The Singapore consumer price inflation rate has fallen to a near three decade-low in March as private transport costs in the City continued to decline but higher food prices helped core inflation to edge higher.
The March year-on-year rate of -1% is its lowest since late 1986, and marked the 17th straight month of declining prices. It was in 1985, Singapore experienced its first recession since independence.
Meanwhile, food prices rose 2.2% in March, accelerating from February's 2%, helping core inflation rate to edge higher to 0.6% from 0.5% in February. It is the highest figure since September 2015.
Analysts largely expected such a decline in the headline rate hence there was not much market reaction to the data. The Singapore dollar edged higher to 1.3512/USD from the previous close of 1.3542.
The downward headline prices pressures were largely from housing utilities which declined 4.2% in March compared to the 4.1% fall recorded in February and the transport costs that deepened the drop from 2.9% to 4.3%. Communication costs were down 1.8% too.
It was the lower petrol pump prices and lower Certificate of Entitlement (COE) premiums for car purchases that weighed on transport costs, the Monetary Authority of Singapore (MAS) and Ministry of Trade and Industry (MTI) said on Monday (April 25).
On a month-on-month basis, consumer prices remained unchanged in March, after declining 0.1% in February.
The MAS on Monday reiterated that it expects headline inflation to remain negative throughout the year, and average -1.0 between and 0%. The MAS also maintained that core inflation would come in within the lower half of the 0.5% to 1.5% forecast range this year, after lowering its core inflation guidance on April 14.
On 14 April, the MAS had surprised markets by taking the Singapore dollar off the path of modest and gradual appreciation in order prevent further appreciation in the local currency.
It was a weaker inflation outlook that forced the MAS to tweak the Singdollar's path, and the March data underpins the authorities' view.
"External sources of inflation are likely to remain muted given ample supply buffers in the major commodity markets and weak global demand conditions," the MAS said in a statement on Monday.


• _Task requirements_
Keep every line of the data below that has the string "filled" and present those lines.

(Items from a figure collection)
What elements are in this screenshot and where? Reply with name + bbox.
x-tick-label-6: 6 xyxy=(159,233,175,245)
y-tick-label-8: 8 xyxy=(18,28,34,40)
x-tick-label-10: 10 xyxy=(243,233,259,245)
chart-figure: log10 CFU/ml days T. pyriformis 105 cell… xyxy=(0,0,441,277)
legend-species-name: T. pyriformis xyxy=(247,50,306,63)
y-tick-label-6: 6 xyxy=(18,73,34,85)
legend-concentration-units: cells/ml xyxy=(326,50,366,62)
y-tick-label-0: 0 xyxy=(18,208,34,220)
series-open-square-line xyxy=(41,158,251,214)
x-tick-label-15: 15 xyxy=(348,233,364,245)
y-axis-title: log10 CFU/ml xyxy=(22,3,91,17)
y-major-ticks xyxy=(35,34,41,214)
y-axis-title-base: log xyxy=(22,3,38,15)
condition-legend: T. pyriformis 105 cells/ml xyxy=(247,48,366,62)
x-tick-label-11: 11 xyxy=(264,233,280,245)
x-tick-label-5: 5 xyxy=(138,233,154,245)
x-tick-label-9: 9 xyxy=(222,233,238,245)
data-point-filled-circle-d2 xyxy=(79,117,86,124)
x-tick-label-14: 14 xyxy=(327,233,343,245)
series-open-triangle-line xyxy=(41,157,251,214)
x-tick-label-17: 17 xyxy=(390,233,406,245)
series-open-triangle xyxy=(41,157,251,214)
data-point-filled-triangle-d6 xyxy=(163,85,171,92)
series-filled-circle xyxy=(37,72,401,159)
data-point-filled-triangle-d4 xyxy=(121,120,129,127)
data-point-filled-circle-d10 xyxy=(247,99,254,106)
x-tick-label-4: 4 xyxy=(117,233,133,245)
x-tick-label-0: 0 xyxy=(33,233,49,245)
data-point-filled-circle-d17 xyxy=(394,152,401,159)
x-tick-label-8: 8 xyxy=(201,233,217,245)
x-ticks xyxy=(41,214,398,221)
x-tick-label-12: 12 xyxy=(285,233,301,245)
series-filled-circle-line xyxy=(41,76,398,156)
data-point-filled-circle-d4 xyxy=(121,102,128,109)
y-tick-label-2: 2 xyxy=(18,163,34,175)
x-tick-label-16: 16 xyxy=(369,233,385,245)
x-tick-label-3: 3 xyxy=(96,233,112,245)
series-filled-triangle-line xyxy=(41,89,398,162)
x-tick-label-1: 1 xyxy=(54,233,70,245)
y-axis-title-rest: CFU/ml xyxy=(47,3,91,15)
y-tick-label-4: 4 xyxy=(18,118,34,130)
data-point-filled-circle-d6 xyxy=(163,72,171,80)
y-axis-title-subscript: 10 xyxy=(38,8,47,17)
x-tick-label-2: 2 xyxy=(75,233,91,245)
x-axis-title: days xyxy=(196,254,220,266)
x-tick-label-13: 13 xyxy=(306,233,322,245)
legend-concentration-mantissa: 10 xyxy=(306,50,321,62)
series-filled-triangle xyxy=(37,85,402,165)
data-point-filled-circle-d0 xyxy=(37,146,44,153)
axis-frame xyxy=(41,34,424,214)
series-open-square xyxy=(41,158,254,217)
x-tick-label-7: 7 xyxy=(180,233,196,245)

• _Exercise output_
data-point-filled-circle-d2 xyxy=(79,117,86,124)
data-point-filled-triangle-d6 xyxy=(163,85,171,92)
series-filled-circle xyxy=(37,72,401,159)
data-point-filled-triangle-d4 xyxy=(121,120,129,127)
data-point-filled-circle-d10 xyxy=(247,99,254,106)
data-point-filled-circle-d17 xyxy=(394,152,401,159)
series-filled-circle-line xyxy=(41,76,398,156)
data-point-filled-circle-d4 xyxy=(121,102,128,109)
series-filled-triangle-line xyxy=(41,89,398,162)
data-point-filled-circle-d6 xyxy=(163,72,171,80)
series-filled-triangle xyxy=(37,85,402,165)
data-point-filled-circle-d0 xyxy=(37,146,44,153)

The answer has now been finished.